Unlike the scheme in Ireland, where payments are treated as earnings from self-employment for taxation purposes, the LABA inititiative sees the artists paid as employees of Strike A Light through PAYE.

Rethinking support for artists

Lynette Dakin, Executive Director of Strike A Light, said she wants to "challenge entrenched systems and consider new ways of working".

"LABA is about rethinking how artists are supported and, even more broadly, how we can support people without pressure or preconceived outcomes, without hoop-jumping; in ways that make it clear that people’s value is not the same thing as their ‘productivity’.

"We are hugely grateful to the Arts Council who awarded us an uplift in our NPO to support this work. The majority of our uplift went directly to the salaries of these artists.

"We look forward to sharing the findings of this work with them and the wider sector to support and advocate for a step-change in how artists are supported.”

Strike A Light focuses on bringing arts and culture to people within community spaces.

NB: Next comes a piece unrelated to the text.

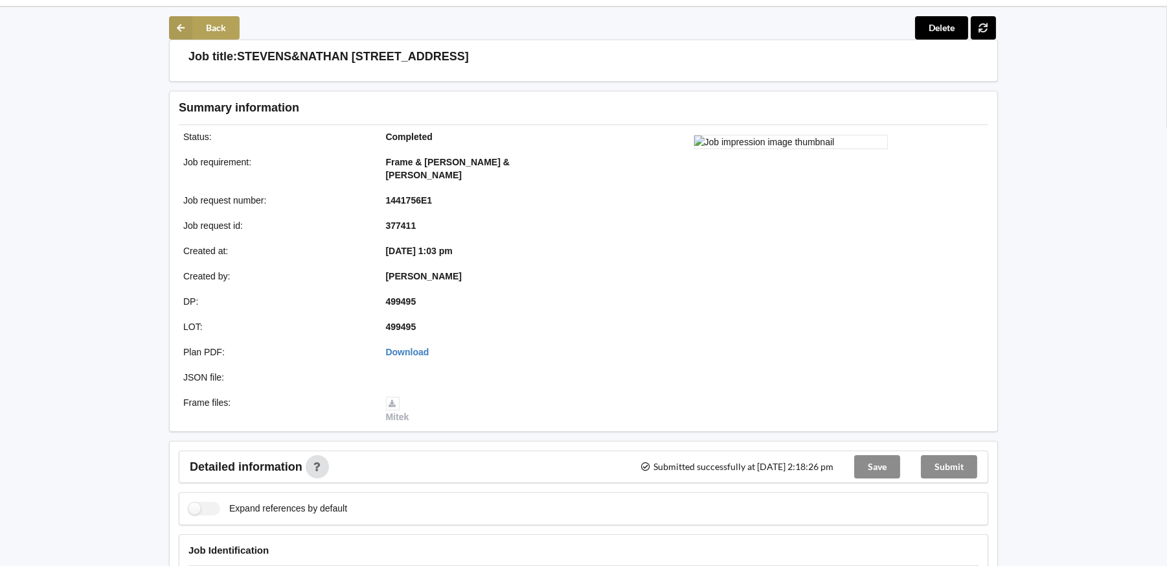 This screenshot has height=566, width=1167. I want to click on div: Created at :, so click(275, 251).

Previous projects have included a live dance performance on a moving train, a parkour and acrobatics flashmob in a public square, a streetdance takeover of a sports hall, as well as youth theatre performances.

'Revolutionary scheme'

The four artists being funded through the initiative are Munotida Chinyanga, Viv Gordon, Ed Patrick and Jamaal O’Driscoll.

Patrick, also known as 'Kid Carpet' is a musician, video and theatre maker. "Let Artists Be Artists is a brilliant and revolutionary scheme which recognises and values artists," he said. 

"It begins to normalise the haphazard area where art meets economics and salaries.

"Getting appointed to this opportunity/award/scheme/job will enable me to develop my practice, increasing the scale of work that I can offer in primary schools and get some mind-blowing, transformative, co-creative kids projects off the ground."

*This article was updated on 15 December to amend this figure to €325 a week, rather than a month as was previously stated.